Fashion designer Jonathan Saunders seems to have found the recipe for designing successful men’s fashion while most of his fellow colleagues have been trying for too many years and often too hard to realise its simplicity. The secret of Saunders’s menswear success relies on a straightforward formula that he put to good effect once again in his Spring/Summer 2014 collection that he unveiled on 16 June 2013 during London Collections: Men: traditional shapes of menswear that are deviated from their normality by a clever and stupendous command of colour and print.
Such approach was incorporated into the decor created for the venue chosen for the presentation. If the basement of the London Film Museum in the central Covent Garden neighbourhood of the British capital is normally dark and empty, Saunders brought it to life as a canvas for his garments by creating areas divided by bright colourful lights and industrial plastic strips hanging from floor to ceiling. In addition to being able to see the clothes and accessories on the models, viewers were also granted direct access to the clothes hanging on rails for a closer examination.
The collection included menswear staples such as single-breasted suits, shirts, T-shirts, cardigans, raincoats, blousons, trousers, shorts and an array of ties and bags in the most diverse combination of colours in monochromatic, striped and ombré effects, the occasional enlarged floral print and Saunders’s trademark circular designs. Overall, the collection made many realise that fashion, while stripped of ornament and complex patterns, can still be reinterpreted in very obvious and yet elegant forms. For that alone, Jonathan Saunders proved that there is a bright future for menswear and that his creative genius will undoubtedly be at its forefront.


• What this task involves:
For every line below, restate it exactly and drop the images.

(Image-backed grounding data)
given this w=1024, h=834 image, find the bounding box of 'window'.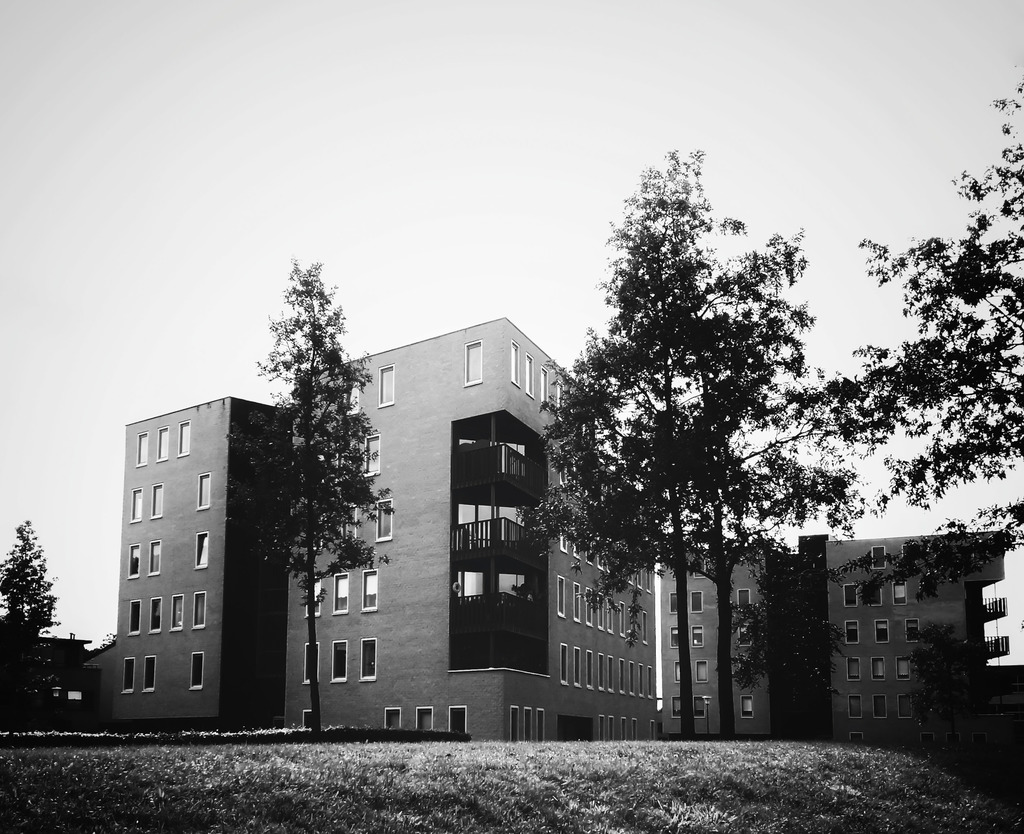
<bbox>740, 695, 753, 716</bbox>.
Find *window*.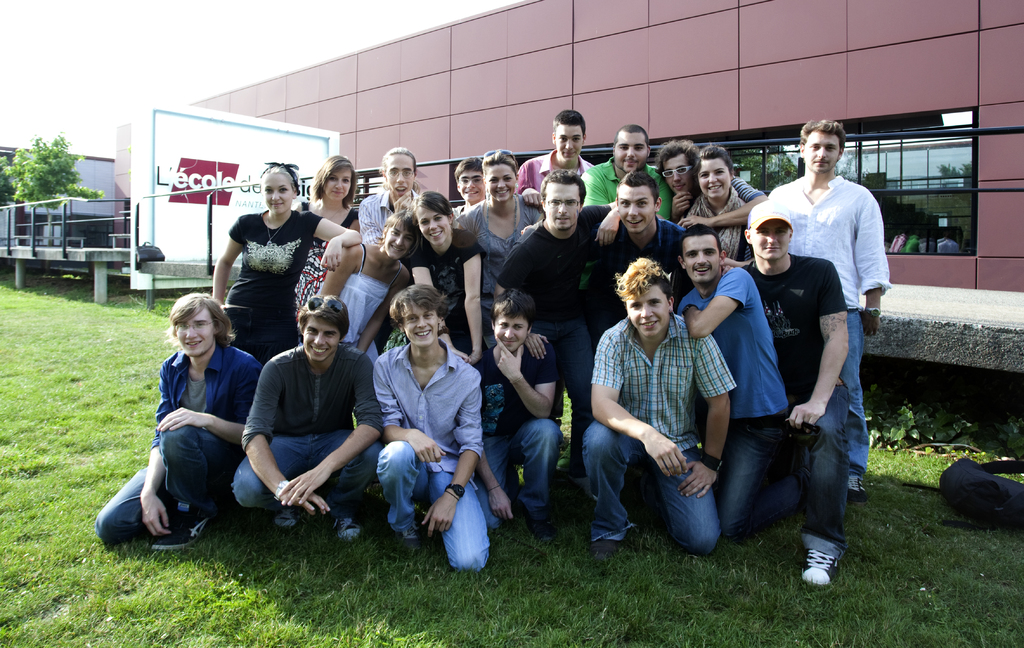
[left=856, top=104, right=975, bottom=254].
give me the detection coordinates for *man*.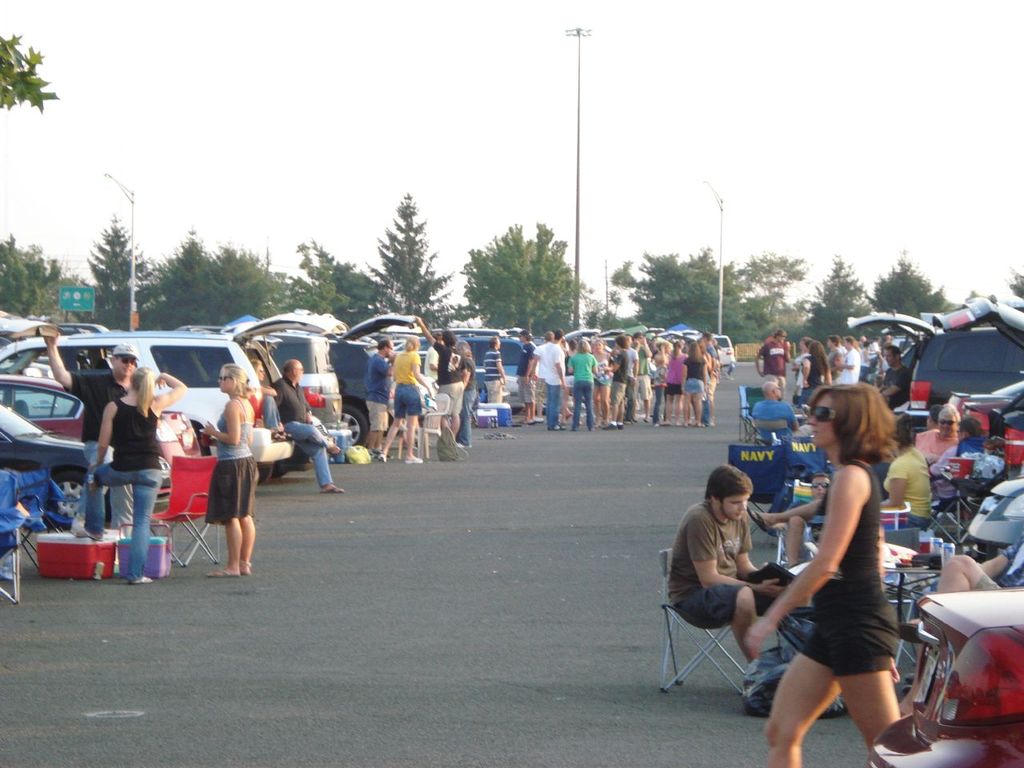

• Solution for this task:
given this w=1024, h=834 image, find the bounding box of 'window'.
<bbox>740, 695, 753, 716</bbox>.
Find *window*.
[left=856, top=104, right=975, bottom=254].
give me the detection coordinates for *man*.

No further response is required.